Zicatela itself is a serious surf beach. Not ideal for swimming (powerful shore break) but spectacular to watch. La Punta neighborhood, a 10-minute walk south, has calmer water suitable for swimming and a relaxed beach-bar scene.

The honest warning: Puerto Escondido is currently transitioning. The part of town around the tourist zone (Adoquin) is affordable and has the best food access. New development is changing character in Rinconada specifically. Book sooner rather than later to lock in current pricing.

Paros, Greece: The Practical Greek Island

Paros sits between the overcrowded (Mykonos) and the distant (Milos).
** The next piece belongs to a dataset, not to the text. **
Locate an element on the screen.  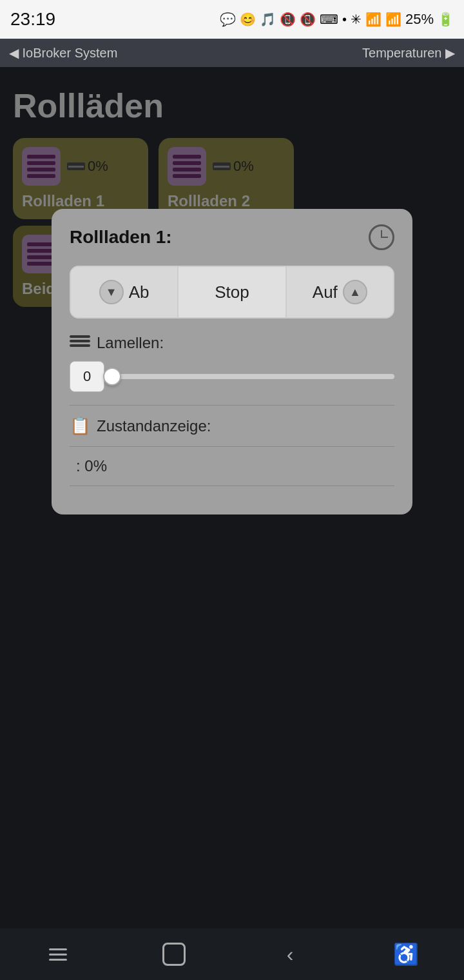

It has a proper town (Parikia), a beautiful traditional village (Naoussa), and beaches across different character ranges: Santa Maria for action, Kolymbithres for rock formations, Aliki for quiet.

Hotels in Naoussa or Parikia: 90 to 140 EUR per night for solid 3-star options in shoulder season (May, June, September). Peak July and August pushes everything up 30 to 50%. Go in June.

Naoussa specifically has a very good food scene for its size. The harbor restaurants are slightly tourist-priced but the streets back from the harbor have genuinely good local tavernas.

Hvar Town, Croatia: Before the Crowds Arrive

Hvar Town has become a party island in summer. June through August, the yachts fill the harbor and prices reflect it. But in May and September, Hvar reverts to what it actually is: a beautiful medieval town with lavender fields, a 16th-century fortress, and some of the clearest water in the Adriatic.

Guesthouses and small hotels in the old town: 80 to 130 EUR per night in May and September. The same rooms run 160 to 220 EUR in July.

The beaches on the island are mixed. Hvar Town’s own beach is okay but crowded in summer. Rent a water taxi to the Pakleni Islands (10 minutes offshore) for the best swimming. Our full Croatia guide covers the island comparisons.

Comporta, Portugal: What the Algarve Used to Be

Comporta is the answer to “where do Portuguese people go when they want a beach away from other tourists.” It’s a stretch of undeveloped Atlantic coast south of Lisbon, accessible by car (1.5 hours from Lisbon) or ferry to the Peninsula de Setubal and then south.

The accommodation is mostly small guesthouses and a handful of rice farm conversions. Expect to pay 100 to 150 EUR per night for something genuinely nice. There’s one main restaurant strip in Comporta village that handles most visitors; reserve ahead in June and September.

What you get: long empty beaches, pine forests, flamingos in the rice paddies. What you don’t get: a hotel with a pool and nightlife. Know which you want.

Ko Samui Southern Coast, Thailand

The north and northeast coasts of Ko Samui (Choeng Mon, Chaweng) are the tourist zones: jet skis, beach bars, English menus. The south coast, specifically Bang Kao Bay and Taling Ngam, is different. Much quieter, same island, noticeably lower prices.

Hotels on the south coast run 2,000 to 4,000 THB per night ($55 to $110) for beachfront options. The water here is calmer than Chaweng and faces west, which means sunset views from the beach. The tradeoff is distance from the Samui Airport (45 to 60 minutes by taxi or songthaew) and fewer dining options within walking distance.

Worth it for anyone who wants Thailand beach quality without the party-resort atmosphere.


The pattern across all of these: the gap between good beach hotel prices and resort prices is widest in shoulder months (May, September, early October) and in destinations that sit one tier below the “most famous” option. Milos instead of Santorini. Paros instead of Mykonos. South Koh Samui instead of Chaweng. South coast Algarve instead of Vilamoura.

Same quality of water. Different number on the bill.